The point I haven't come across yet is the poor "optics" of the situation...
18% increase over two years?
The M2 is probably late. The model ids for these two laptops leaked out back in March. Does that cut it down to exactly one year? No. But it appears to be the same baseline tech that is in the A15 which did appear one year after the A14/M1 appeared. It is being a shipped on a node that TSMC started producing back in Q4 2020 also (at risk production at that point but shipping. Volume was in middle 2021. So basically the fab process is about year also also). There is few bleeding edge options about this chip.
It is more the case that it is trickling out to these Macs in a delayed fashion, that what the Silicon team is doing.
Apple Silicon team is spread out over more dies now. Supposedly the AR/VR system also has a custom SoC in it. The Watch hasn't moved in a long while now (still on N7 node and A13 E cores , while Mac is moving to year three on N5. ). Honestly, not really surprising. Part of Apple's silicon sprint to the lead was that they were doing far , far , far fewer products that most of the major competitors were. Make a new A-series SoC and toss it into 5 products. While other folks are making 10 different SoCs. As the product front gets broader it is going to be harder to keep a sprint pace in all directions. Throw on top the pandemic and not sure what "optics" would expect large jumps.
That's said it is a SoC not a uni-dimensional "Just a CPU". Apple isn't not far behind on primary CPU cores performance. So most of the additional transistor budget did not go there. So 18% isn't really all that bad. Apple got bigger performance/watt bang for the buck in other areas ( e.g. Video de/encode. ). They are not trying to build a single thread "hot rod" drag racing engine. The top proirity goal is perf/watt. That is where they spend most of their time and resources. Single and mulithread improvements fall out of that focus. but those are not the top priority goals.
Yes, I know about A14 v A15 (or A16), and the number of cores, and the chip shortage, etc -- I'm just talking about the optics of the presentation. It "appears" that Apple has only been able eke out a 9% improvement YoY in actual core speed of their Apple Silicon.
Intel would be ridiculed for this type of announcement. And both sides would be partially right.
That is really more about the myopathy of the narrow focus on CPU core performance that the optics breadth of what Apple is presenting. That is more an issue with the viewers of the scene than of the scene itself.
Again, I know that it will improve with A16 or A17 (whichever the M3 is based on), even more cores, etc. It just looks bad given the timing and the compromises they had to make to get the M2 launched along with their hardware schedule.
Somewhat doubtful Apple is going to push CPU P core count way higher for the 'plain' Mx products going forward. The P and E cores will get more budget and bigger caches but unlikely Apple is going to get into push the 'core count wars' down lower into the product line. As the memory bandwidth gets higher the P core might get a bigger share of the bandwidth, but it is still going to be balanced against the demands of the other cores. Apple will also more likely throw bigger budget at AMX (which is in the P core complex but not a user visible 'core'. ). Big picture lots of new transistor budget spent on more specialized compute than on very generic compute that delivers much better perf/watt.
Also moving the data being worked on closer to the processor ( or vice versa) is better than just blindly cranking core count.
The M2 is still not Thunderbolt 4 in part because it isn't complete on display processing. Should fix that when have more transistor budget before moving on to more CPU cores.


## [WHAT TO DO]
Images excluded, return every record exactly as it reads.

Stored data entries:
--*--

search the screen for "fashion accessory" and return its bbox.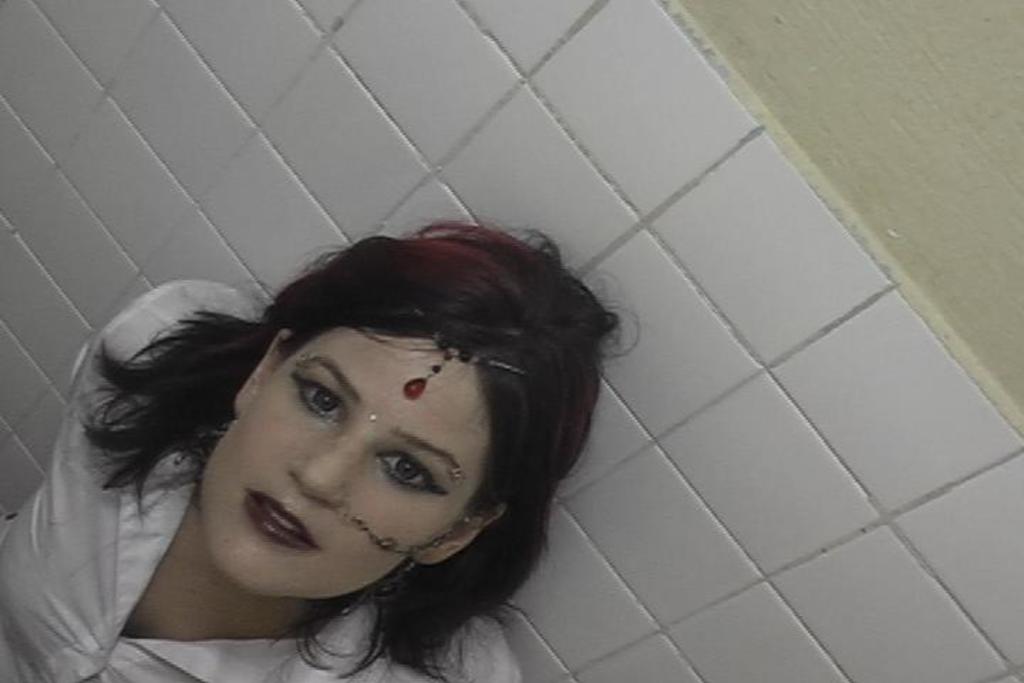
Found: locate(174, 427, 222, 467).
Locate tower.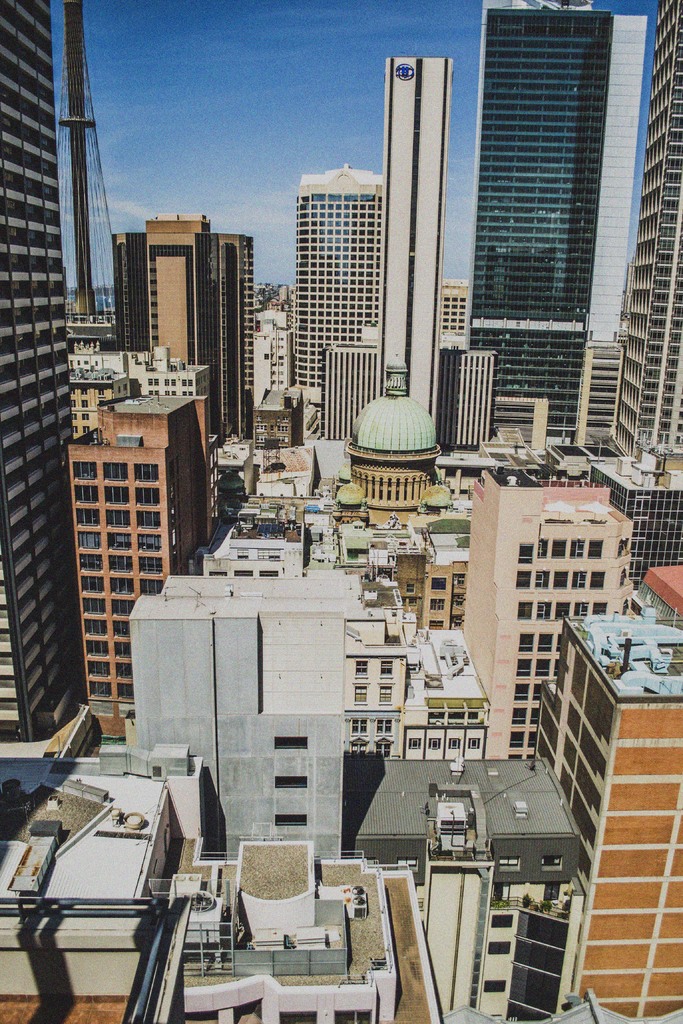
Bounding box: {"left": 346, "top": 377, "right": 451, "bottom": 524}.
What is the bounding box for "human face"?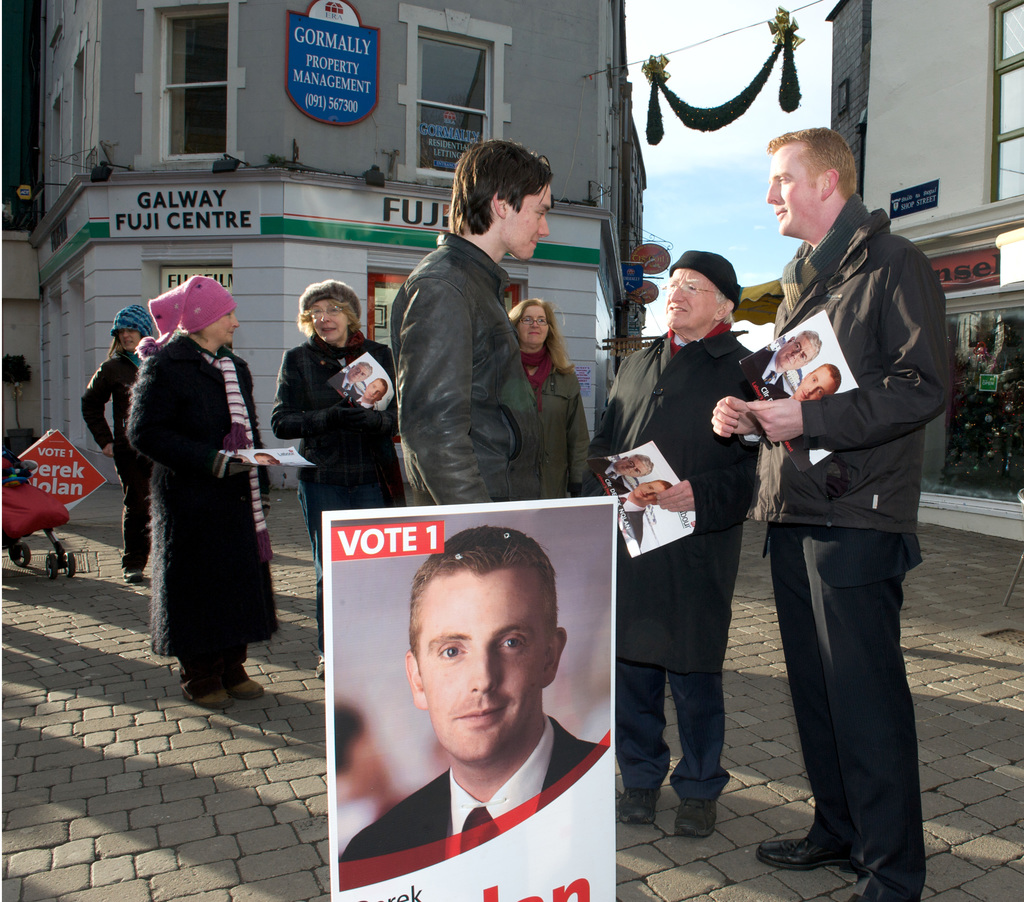
{"left": 202, "top": 309, "right": 240, "bottom": 346}.
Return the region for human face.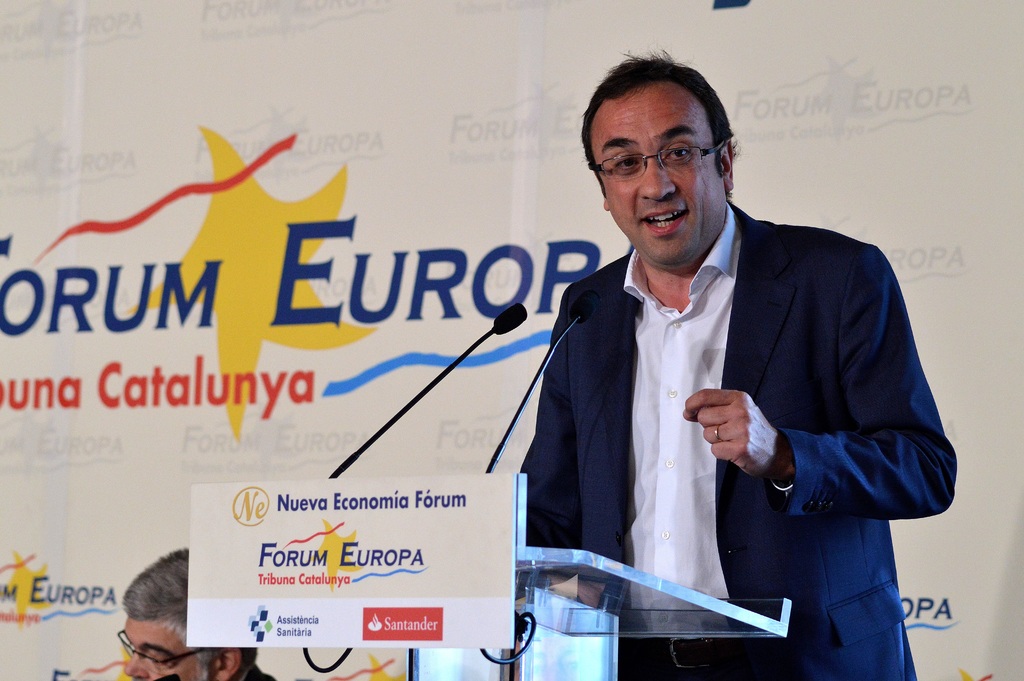
(122, 621, 206, 680).
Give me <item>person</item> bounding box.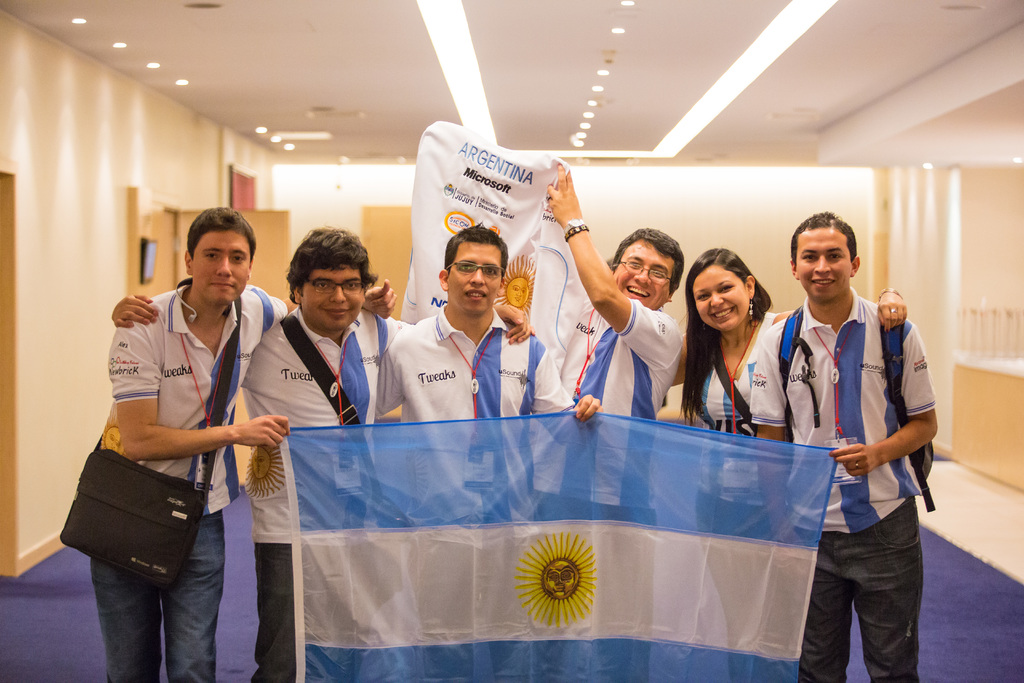
<region>547, 183, 681, 682</region>.
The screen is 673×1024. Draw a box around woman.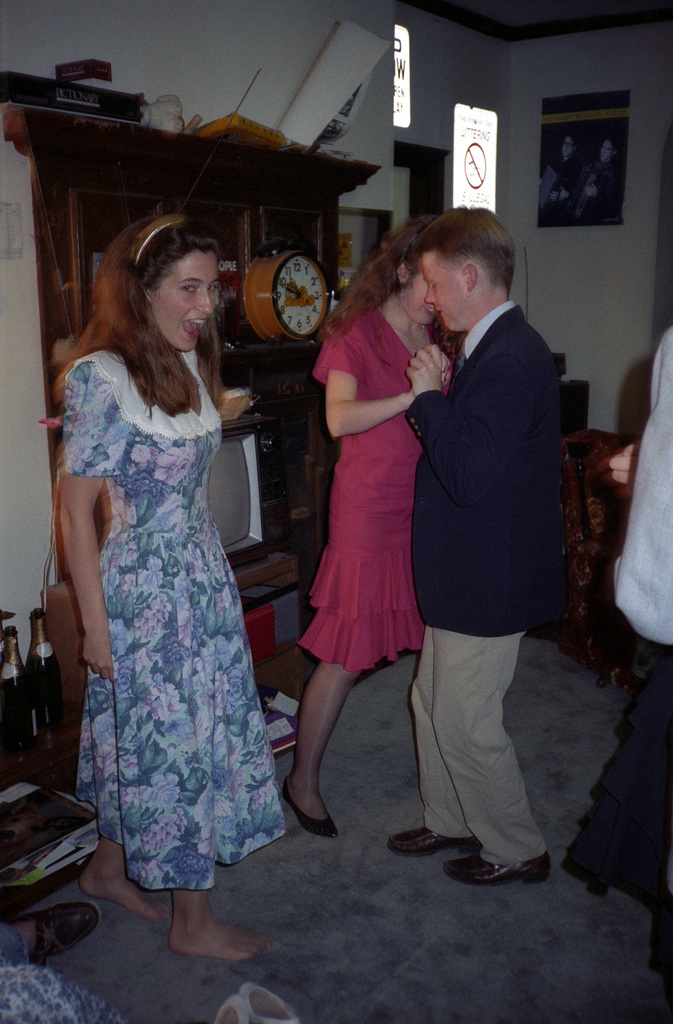
[left=49, top=204, right=298, bottom=926].
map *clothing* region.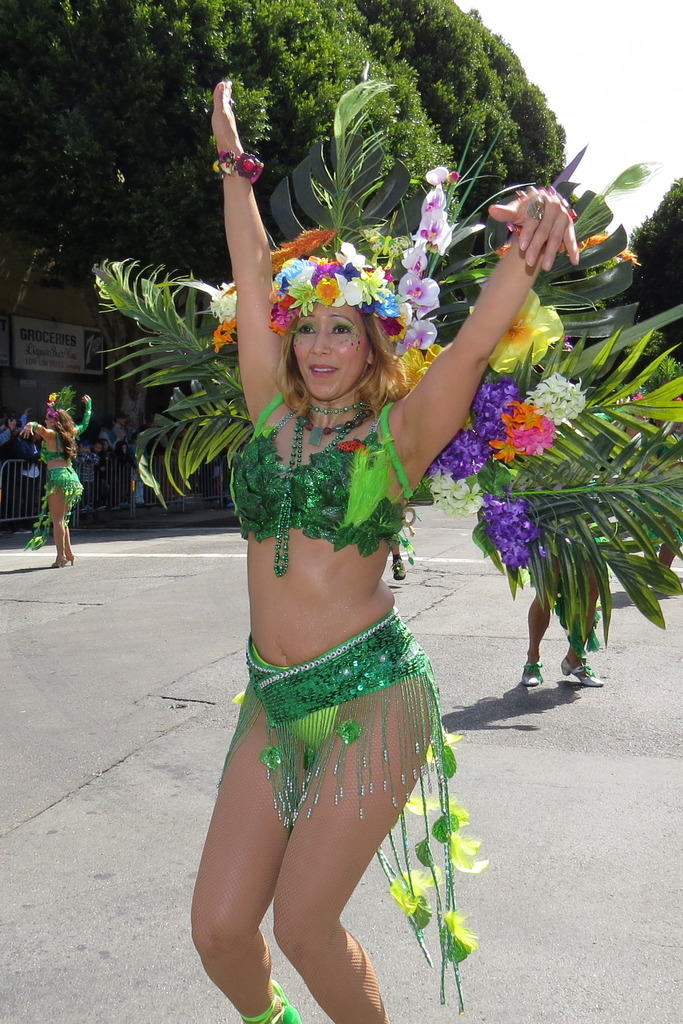
Mapped to 33:397:92:495.
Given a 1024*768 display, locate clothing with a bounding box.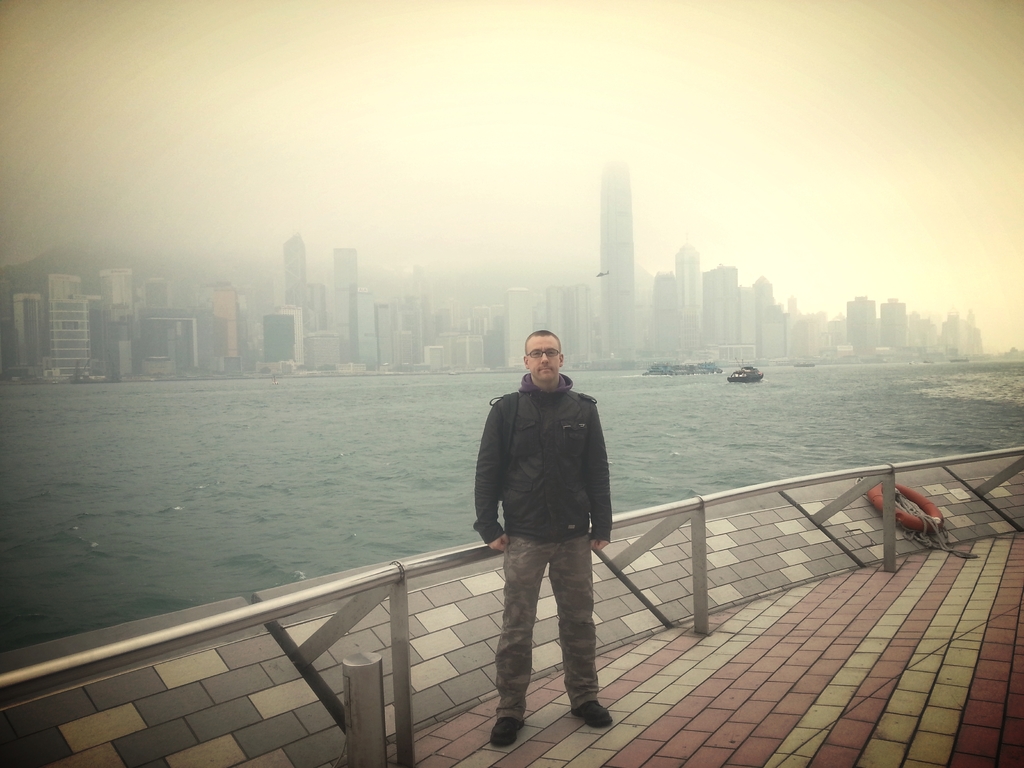
Located: box(462, 324, 632, 717).
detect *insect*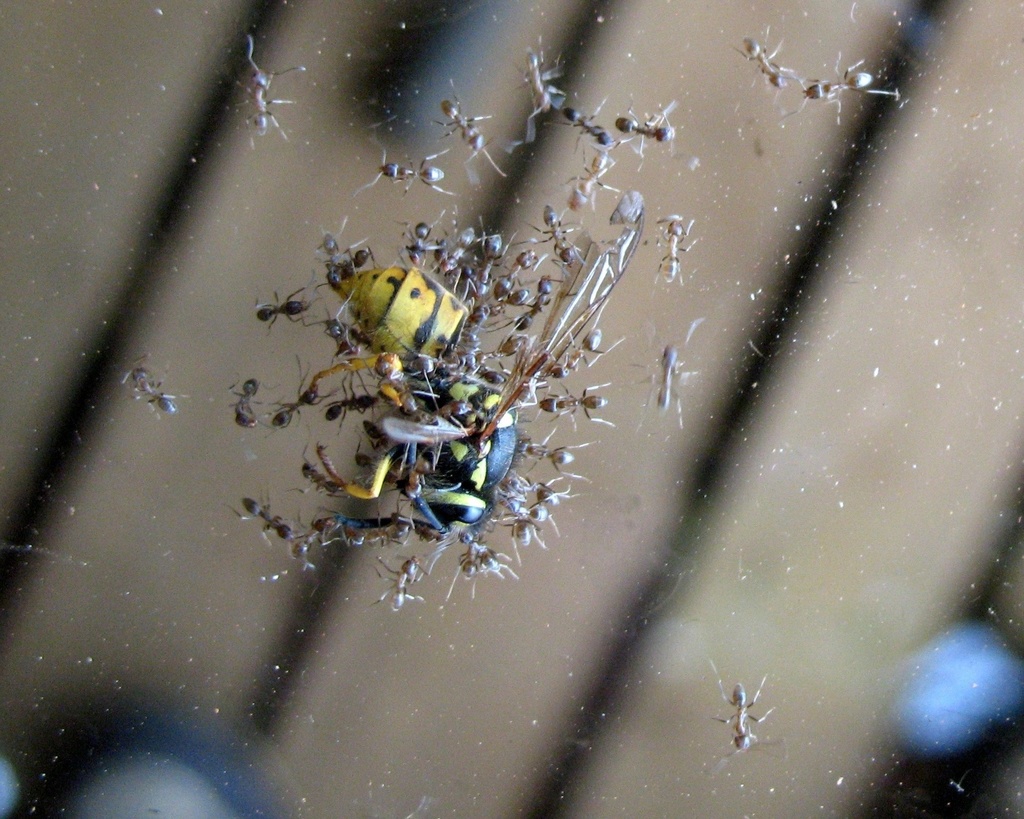
box(546, 93, 612, 162)
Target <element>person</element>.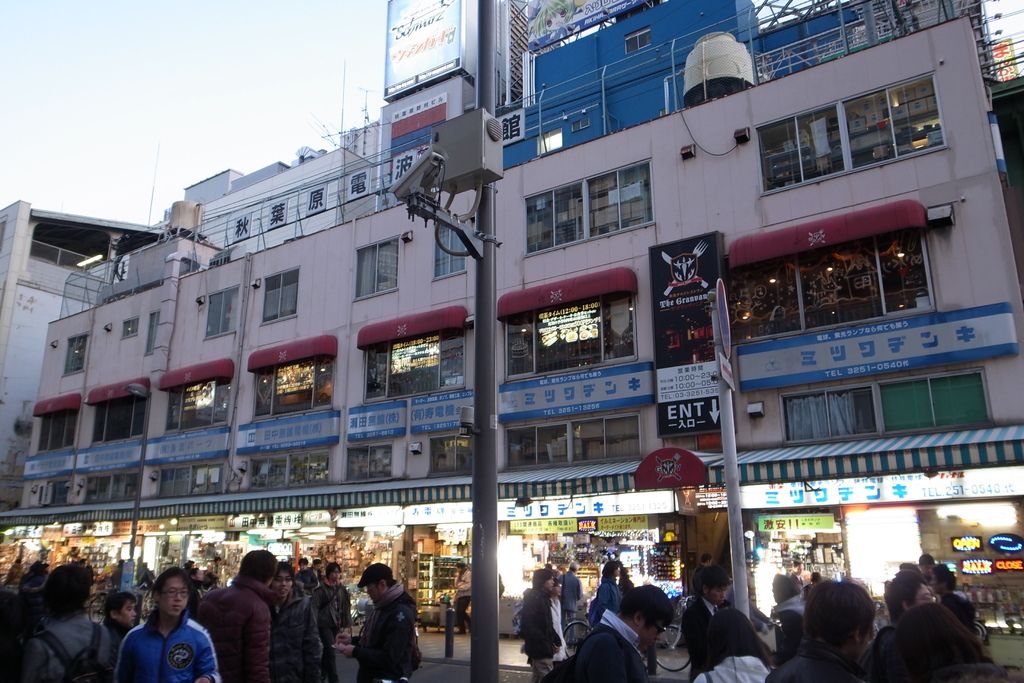
Target region: [303, 557, 348, 682].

--*--

## [RESPONSE FOR THIS EXERCISE]
search the screen for "fashion accessory" and return its bbox.
Found: locate(174, 427, 222, 467).
Locate tower.
Bounding box: {"left": 346, "top": 377, "right": 451, "bottom": 524}.
What is the bounding box for "human face"?
{"left": 202, "top": 309, "right": 240, "bottom": 346}.
Return the region for human face.
(122, 621, 206, 680).
Give me <item>person</item> bounding box.
<region>547, 183, 681, 682</region>.
The screen is 673×1024. Draw a box around woman.
[left=49, top=204, right=298, bottom=926].
map *clothing* region.
Mapped to 33:397:92:495.
Given a 1024*768 display, locate clothing with a bounding box.
Located: box(462, 324, 632, 717).
detect *insect*
box(546, 93, 612, 162)
Target <element>person</element>.
Target region: [303, 557, 348, 682].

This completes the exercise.